Saturday, July 11, 2009

* News * Technology * Google Google's new platform Chrome aims to show Microsoft's Windows the door

It is the technology industry's equivalent of the irresistible force meeting the immovable object. Google, the web upstart founded 11 years ago, has announced it will go head-to-head with Microsoft with an operating system (OS) – the programs that make a computer work – for machines ranging from handhelds up to desktop computers.If Google can get enough people to buy computers running its new Chrome OS, it will cut into Microsoft's two biggest cash cows: Windows and its Office suite of programs, including Word, Excel and PowerPoint. Microsoft, which once spoke of "cutting off the air supply" of a web-based rival, Netscape, has woken up to find a new threat reaching for its throat.The confrontation has been expected for years – despite Google's insistence it had no such ambitions – but it still caught observers by surprise when a Google spokeswoman confirmed to IT news service IDG that it plans to announce this week the names of computer makers in Taiwan and China signed up to work with Chrome OS, and said that it will show off Chrome's user interface later this year.The challenge to Microsoft is implicit, yet also direct. In a blog post, Sundar Pichai, Google's vice-president of product management, and Linus Upson, engineering director, explained that "the operating systems that browsers [used to access pages on the web] run on were designed in an era when there was no web". That is a swipe at Windows, which dates back to the 1990s. Pichai and Upson also promise that with Chrome OS, "we are going back to the basics and completely redesigning the underlying security architecture of the OS" to ensure that "users don't have to deal with viruses, malware and security updates" – another swipe.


* WHAT YOU HAVE TO DO:
Here are records with pictures in them. Copy all of them exactly and leave the pictures out.

━━━━━━━━━━━━━━━━

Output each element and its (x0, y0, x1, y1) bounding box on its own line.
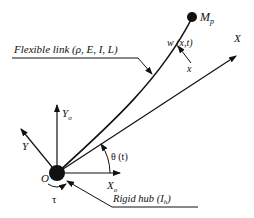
position-label: x (186, 63, 192, 74)
axis-yo-label: Yo (62, 107, 72, 122)
torque-label: τ (52, 193, 57, 205)
axis-xo-label: Xo (106, 179, 118, 194)
deflection-label: w (x,t) (167, 37, 193, 49)
origin-label: O (41, 172, 49, 184)
axis-x (57, 56, 236, 173)
deflection-arrow (178, 46, 191, 63)
torque-arc (48, 184, 66, 187)
flexible-link-label: Flexible link (ρ, E, I, L) (13, 43, 118, 56)
angle-arc (101, 144, 110, 173)
angle-label: θ (t) (111, 151, 128, 163)
flexible-link-leader (12, 58, 152, 74)
payload-mass (187, 12, 197, 22)
rigid-hub (49, 165, 65, 181)
axis-x-label: X (233, 32, 242, 44)
payload-label: Mp (199, 10, 214, 26)
flexible-link-diagram: Flexible link (ρ, E, I, L) Mp w (x,t) x … (0, 0, 254, 218)
rigid-hub-label: Rigid hub (Ih) (112, 193, 171, 206)
axis-y-label: Y (22, 140, 30, 152)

━━━━━━━━━━━━━━━━

* RESPONSE FOR THIS EXERCISE:
Output each element and its (x0, y0, x1, y1) bounding box on its own line.
position-label: x (186, 63, 192, 74)
axis-yo-label: Yo (62, 107, 72, 122)
torque-label: τ (52, 193, 57, 205)
axis-xo-label: Xo (106, 179, 118, 194)
deflection-label: w (x,t) (167, 37, 193, 49)
origin-label: O (41, 172, 49, 184)
axis-x (57, 56, 236, 173)
deflection-arrow (178, 46, 191, 63)
torque-arc (48, 184, 66, 187)
flexible-link-label: Flexible link (ρ, E, I, L) (13, 43, 118, 56)
angle-arc (101, 144, 110, 173)
angle-label: θ (t) (111, 151, 128, 163)
flexible-link-leader (12, 58, 152, 74)
payload-mass (187, 12, 197, 22)
rigid-hub (49, 165, 65, 181)
axis-x-label: X (233, 32, 242, 44)
payload-label: Mp (199, 10, 214, 26)
flexible-link-diagram: Flexible link (ρ, E, I, L) Mp w (x,t) x … (0, 0, 254, 218)
rigid-hub-label: Rigid hub (Ih) (112, 193, 171, 206)
axis-y-label: Y (22, 140, 30, 152)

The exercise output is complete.